It is time to forget everything you know about supply chain planning. The hierarchical roles, the linear processes, the ageing frameworks. We have been living in a 1980’s APS software paradigm time warp, and it’s time to let it go.

It’s true that digitisation has brought some (much needed) disruption to the supply chain recently, and it’s fair to say that value chain collaboration, combined with a greater need for real-time decision-making, has woken leaders up to the prospects of what lies ahead. A new era of supply chain planning is waiting in the wings – one driven by concurrent planning. This modern approach, enabled by the latest emerging technologies, requires a whole new path from the supply chain workforce and gives us concurrency, transparency and agility.

Concurrent planning enables your talent to focus on their tasks but with one single view of the supply chain in mind. Coordination, collaboration and synchronisation become easy. Simultaneous and seamless planning of multiple scenarios across various time horizons delivers what’s needed at precisely the right moment. The technology is here to enable this – but the other essential ingredient its success lives or dies by is the people.

As organisations move toward this new way of planning, supply chain analysts, planners and forecasters will see their job titles and functions change. Planners will be selected by skill and merit rather than function. The overall goal is to build a team of highly skilled network planners who operate with new degrees of freedom and speed, supported by concurrent planning and the latest emerging technology and information. So, what are the barriers preventing firms from starting?

New processes and setup

We are back to the time warp again. Traditionally, supply chains have tracked performance against measures that are functionally aligned, looking backwards not forwards, and fail to take into account important strategic (but non-financial) success factors, such as customer service and loyalty. They don’t link end to-end thinking or measure speed or agility in decision-making. In other words, they are 50 years out of date, and for the new generation of network planners these measures just aren’t fit for purpose.

Functional organisational structures, which bring with them conflicting KPIs, contradictory views on the supply chain trade-offs, and behaviours reinforced by individually-based reward mechanisms and objectives, are also ingrained and embedded, and reflect old school thinking. It’s time we started with a blank sheet of paper on this.

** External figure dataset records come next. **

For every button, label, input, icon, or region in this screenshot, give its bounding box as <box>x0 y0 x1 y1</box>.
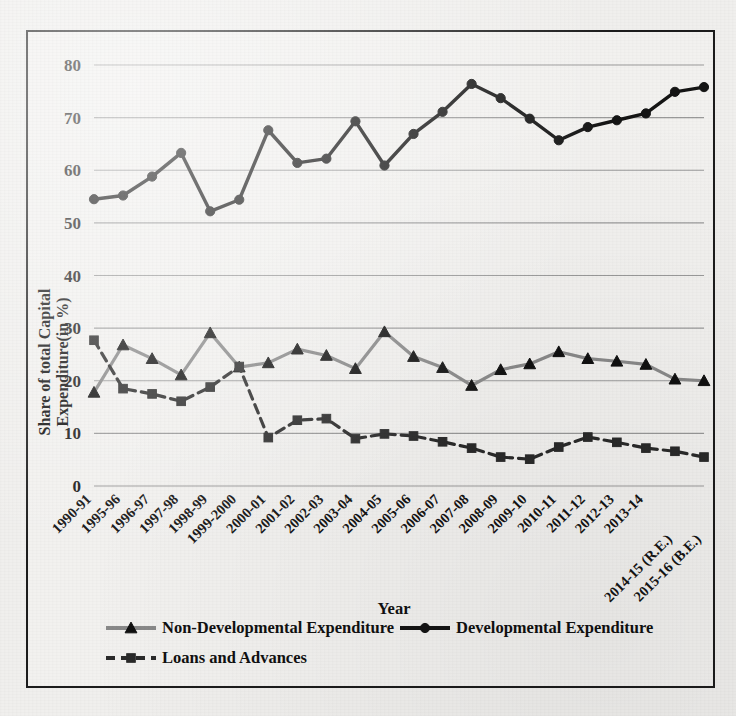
data-point-0-10 <box>379 326 391 337</box>
data-point-2-13 <box>467 444 476 453</box>
y-tick-label-40: 40 <box>64 267 81 286</box>
data-point-1-13 <box>467 79 476 88</box>
data-point-2-18 <box>613 438 622 447</box>
data-point-1-legend <box>420 623 429 632</box>
legend-label-2: Loans and Advances <box>162 648 307 667</box>
data-point-1-7 <box>293 158 302 167</box>
chart-frame: 01020304050607080Share of total CapitalE… <box>26 30 715 688</box>
y-axis-ticks: 01020304050607080 <box>64 56 81 496</box>
data-point-2-10 <box>380 430 389 439</box>
data-point-1-0 <box>89 195 98 204</box>
data-point-1-10 <box>380 161 389 170</box>
data-point-2-8 <box>322 414 331 423</box>
data-point-1-17 <box>583 122 592 131</box>
y-tick-label-60: 60 <box>64 161 81 180</box>
data-point-2-19 <box>642 444 651 453</box>
series-line-1 <box>94 84 704 211</box>
data-point-2-4 <box>206 383 215 392</box>
legend-label-0: Non-Developmental Expenditure <box>162 618 394 637</box>
data-point-2-20 <box>671 447 680 456</box>
data-point-2-0 <box>90 336 99 345</box>
data-point-1-8 <box>322 154 331 163</box>
data-point-2-21 <box>700 453 709 462</box>
data-point-1-12 <box>438 107 447 116</box>
data-point-1-1 <box>118 191 127 200</box>
data-point-2-11 <box>409 432 418 441</box>
series-developmental-expenditure <box>89 79 708 216</box>
data-point-2-5 <box>235 362 244 371</box>
x-axis-title: Year <box>378 599 411 618</box>
legend-item-2[interactable]: Loans and Advances <box>106 648 307 667</box>
legend-label-1: Developmental Expenditure <box>456 618 653 637</box>
y-axis-title-ylabel_line2: Expenditure(in %) <box>54 297 72 426</box>
y-tick-label-80: 80 <box>64 56 81 75</box>
plot-area: 01020304050607080Share of total CapitalE… <box>28 32 713 686</box>
legend-item-0[interactable]: Non-Developmental Expenditure <box>106 618 394 637</box>
data-point-1-20 <box>670 87 679 96</box>
data-point-1-16 <box>554 136 563 145</box>
data-point-1-2 <box>147 172 156 181</box>
data-point-1-9 <box>351 117 360 126</box>
data-point-2-2 <box>148 390 157 399</box>
data-point-2-17 <box>584 433 593 442</box>
x-axis-ticks: 1990-911995-961996-971997-981998-991999-… <box>49 491 705 606</box>
data-point-2-7 <box>293 416 302 425</box>
data-point-2-9 <box>351 434 360 443</box>
data-point-1-5 <box>235 195 244 204</box>
data-point-1-11 <box>409 129 418 138</box>
data-point-2-16 <box>554 443 563 452</box>
series-line-0 <box>94 332 704 393</box>
data-point-2-1 <box>119 384 128 393</box>
data-point-1-14 <box>496 94 505 103</box>
data-point-1-21 <box>699 83 708 92</box>
data-point-1-4 <box>206 207 215 216</box>
line-chart-svg: 01020304050607080Share of total CapitalE… <box>28 32 717 690</box>
legend-item-1[interactable]: Developmental Expenditure <box>400 618 653 637</box>
data-point-0-1 <box>117 339 129 350</box>
data-point-1-15 <box>525 114 534 123</box>
data-point-2-14 <box>496 453 505 462</box>
gridlines <box>94 65 704 486</box>
series-non-developmental-expenditure <box>88 326 710 397</box>
data-point-2-6 <box>264 433 273 442</box>
data-point-2-12 <box>438 437 447 446</box>
data-point-2-15 <box>525 455 534 464</box>
data-point-1-19 <box>641 109 650 118</box>
y-axis-title: Share of total CapitalExpenditure(in %) <box>36 288 72 435</box>
y-tick-label-70: 70 <box>64 109 81 128</box>
data-point-1-6 <box>264 126 273 135</box>
legend: Non-Developmental ExpenditureDevelopment… <box>106 618 653 667</box>
data-point-2-3 <box>177 397 186 406</box>
series-loans-and-advances <box>90 336 709 464</box>
data-point-2-legend <box>127 654 136 663</box>
y-tick-label-50: 50 <box>64 214 81 233</box>
data-point-1-3 <box>177 148 186 157</box>
y-axis-title-ylabel_line1: Share of total Capital <box>36 288 54 435</box>
data-point-1-18 <box>612 116 621 125</box>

The way in which we interact, share and solve problems has changed radically across that time period. Our measures need to reflect this.

It is also crucial that we re-examine how we look at people’s job titles and descriptions in the new regime. It’s not that our supply chains are made up of people who are not doing their jobs well and as defined. The problem is the definition of what these roles should do.

It’s not necessarily about changing where people sit functionally in the new era – although maybe that needs to change too – it’s more about how people behave regardless. It’s about the understanding, desire and willingness of what needs to change and building that desire into your skillset.

The new network planners that make up this meritocracy are going to be masters of the what-if scenarios, responding quickly to unexpected problems and thriving on increasing levels of ambiguity. They’ll drive non-linear processes, break out of the traditional forecast demand, determine required inventories, optimise capacities, and plan step-by-step demand and supply approaches. These network planners will be financially numerate and actively monitor current and projected business results. They’ll need a blank sheet of paper organisationally, but there are many compelling reasons for doing so.

A new revolution in supply chain planning

Where do you start? Well, this needs to be driven from the top down because big changes are needed. But the reasons are sound. A common mistake when driving big change this way is to get hung up on business cases and return on investment (ROI) when justifying something new. That is missing the point. It’s in the speed of response, productivity and quality of decision-making where most of the benefits of concurrent planning lie. These things cannot be measured via a simple ROI calculation because their benefits and the effect they have are not solely just financial. Nor do they come to bear fruit over a specific period of time. So, it’s complex to measure this way. But a new regime calls for some new rules. The future state of your supply chain planning is your ROI!